Thursday, June 19, 2014

The Spiral of Indolence and the Summer of George


The advent of summer is the twilight of education. Never is the profession of teachers or the tradition of learning in a poorer state. Teachers either hasten to finish the curriculum or strain to stretch the remaining material until the end. Struggling to grade final exams is always a huge tell of laziness: those who complain about it aren't giving any work during the semester. Then moments after the students flee and as administrators and secretaries settle into summer mode, the teachers are gone. What do we do? Where do we go?

It varies, but too infrequently does it wander into intellectual territory. Students would surely revolt if they knew their teachers had no intellectual inspirations beyond the bounds of their master's degree. (Here's a mean trick, kids: ask your teacher about the latest developments and literature in his field.) Yet the annual sabbatical otherwise known as summer vacation seems seldom to further serious academic advancement. Such intellectual infertility owes not to any illness within the profession, though, but to the simple fact that indolence is a heinous vice.

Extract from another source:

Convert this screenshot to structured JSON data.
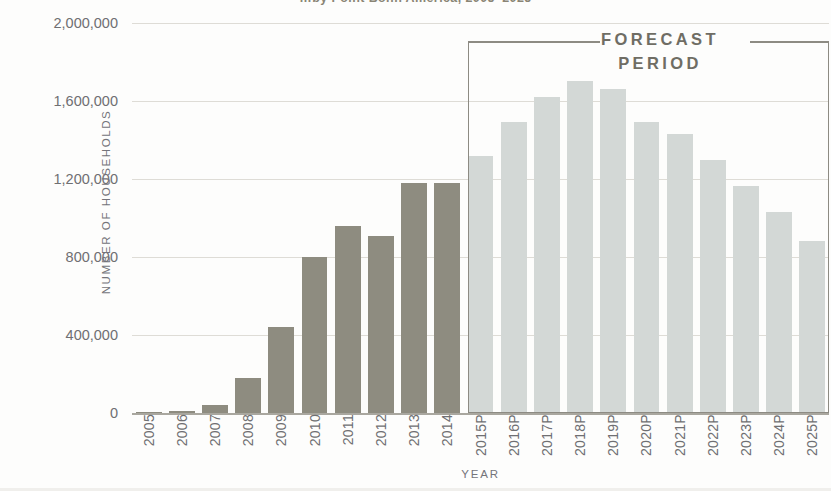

Indolence can and will suck down any individual who does not guard against it. Yet we need not quote fire-and-brimstone sayings about idle hands, but rather may look that model of modern man, George Costanza. The story of The Summer of George (Season 8, Episode 22) tells with blistering hilarity the sad and true story of indolence. With a season of severance pay from his employer, George settles in a for a summer's hibernation. He starts with high aspirations to reading and frolf, but when indolence sets in, decompression from the tension of work yields to decomposition. After he's wiped by 10:30AM, his muscles are so atrophied by months of extreme inactivity that a tumble down the stairs renders him paralyzed.

http://infowetrust.com/2014/03/26/creative-routines/
The physical and intellectual paralysis seems hardly an exaggeration. What to do? Inspiration goes a long way. I have busts of Aristotle and Schubert on my desk, and the fecundity of their minds is no small part of my inspiration, or intimidation, to stay parked in my chair and write. A little history helps too, for example knowing of Mozart's packed schedules and Jefferson's infamous 15-hour study days. It may seem preposterous to compare oneself to the greats, but we doesn't need to measure up to their genius, only the humility and diligence with which even their talents worked.

Sometimes, though, you just need to throw yourself into activity. Moodiness and ennui will set upon anyone and a blind leap can break the pattern when the will falters. Today, for example, I couldn't summon the will or interest to do anything, so I decided to vacuum the steps. Instead of coming away tired from heaving that hoover around in the heat, I was provoked to take up other tasks which I had forgotten in my idleness. Activity exhausts, but it is indolence which enervates.

We don't need to have something momentous to show for each day, but the disgust we feel at our indolence is a sign that we should make the most of our day even if we don't have the highest aspirations. Something, even the tiniest bit, is surprisingly more satisfying than nothing.